Queue and deque at the same time


I am working on a project that requires read a QR code, queue it, as it is queue another task dequeues the data and send it to machine via socket messaging. This is all done in C#.

My question is how would I keep queue while another task is dequeuing. I have the QR code working, I can queue and dequeue and the socket messaging portion working. But I don't know how to run the queue and dequeue at the same time.

I have looked into threading, specifically multi threading. I am more confused than before I started reading.

Any help will be greatly appreciated.

EDIT: So based on you comments and doing a little bit of research, I started writing a bit of code. No matter what I did, the thread only runs once. It is supposed to keep running.

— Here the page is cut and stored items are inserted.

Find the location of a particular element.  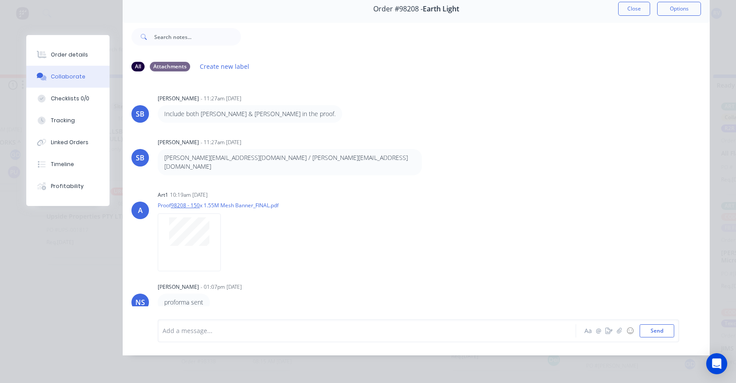

div: Checklists 0/0 is located at coordinates (70, 99).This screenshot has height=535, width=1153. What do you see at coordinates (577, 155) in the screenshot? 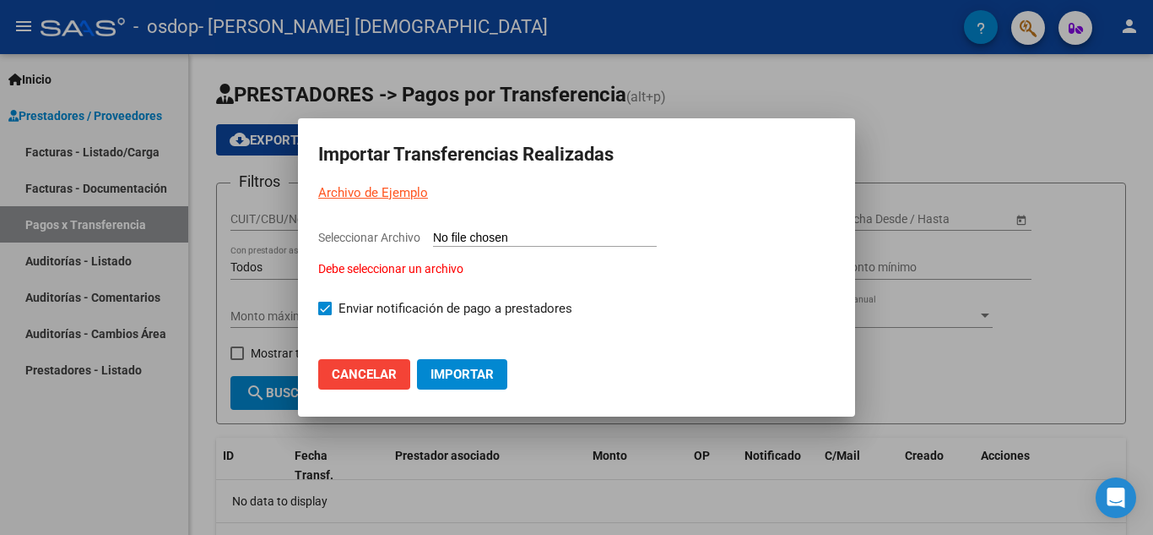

public partial class Form1 : Form
{
    private BlockingCollection<string> _queue = new BlockingCollection<string>(30);
    //private string item = "A";
    //private int count = 0;
    private Thread _th1;

    public Form1()
    {
        InitializeComponent();
        _th1 = new Thread(thread_example);
        _th1.Start();
    }

    private void Form1_Load(object sender, EventArgs e)
    {
    }

    private void thread_example()
    {
        if (_queue.Count > 0)
        {
            _queue.Take();
            Console.WriteLine("Removed 1 Item from queue!");
        }
        else
        {
            Console.WriteLine("Queue Empty!");
        }
        Thread.Sleep(500);
    }

    private void btnProduce_Click(object sender, EventArgs e)
    {
        _queue.Add("test_string");
        Console.WriteLine("Added 1 item to the queue");
    }
}

Solution

  • I would highly recommend using BlockingCollection. The problem you have is called a Producer-Consumer problem

    BlockingCollection provides an implementation that handles the Producer-Consumer problem.

    Specifically, you have to also think about: What happens when the dequeuing thread gets slow and can't keep up with the scanning thread, say due to network slowness at that time?

    The BlockingCollection will block the queuing thread to slow the whole process in sync, based on the BlockingCollection Capacity specified while constructing.

    Also, you can get either FIFO or LIFO behavior, by using ConcurrentQueue or ConcurrentBag as the underlying storage. BlockingCollection just provides the "bounded-ness" properties on top of the underlying synchronized collections.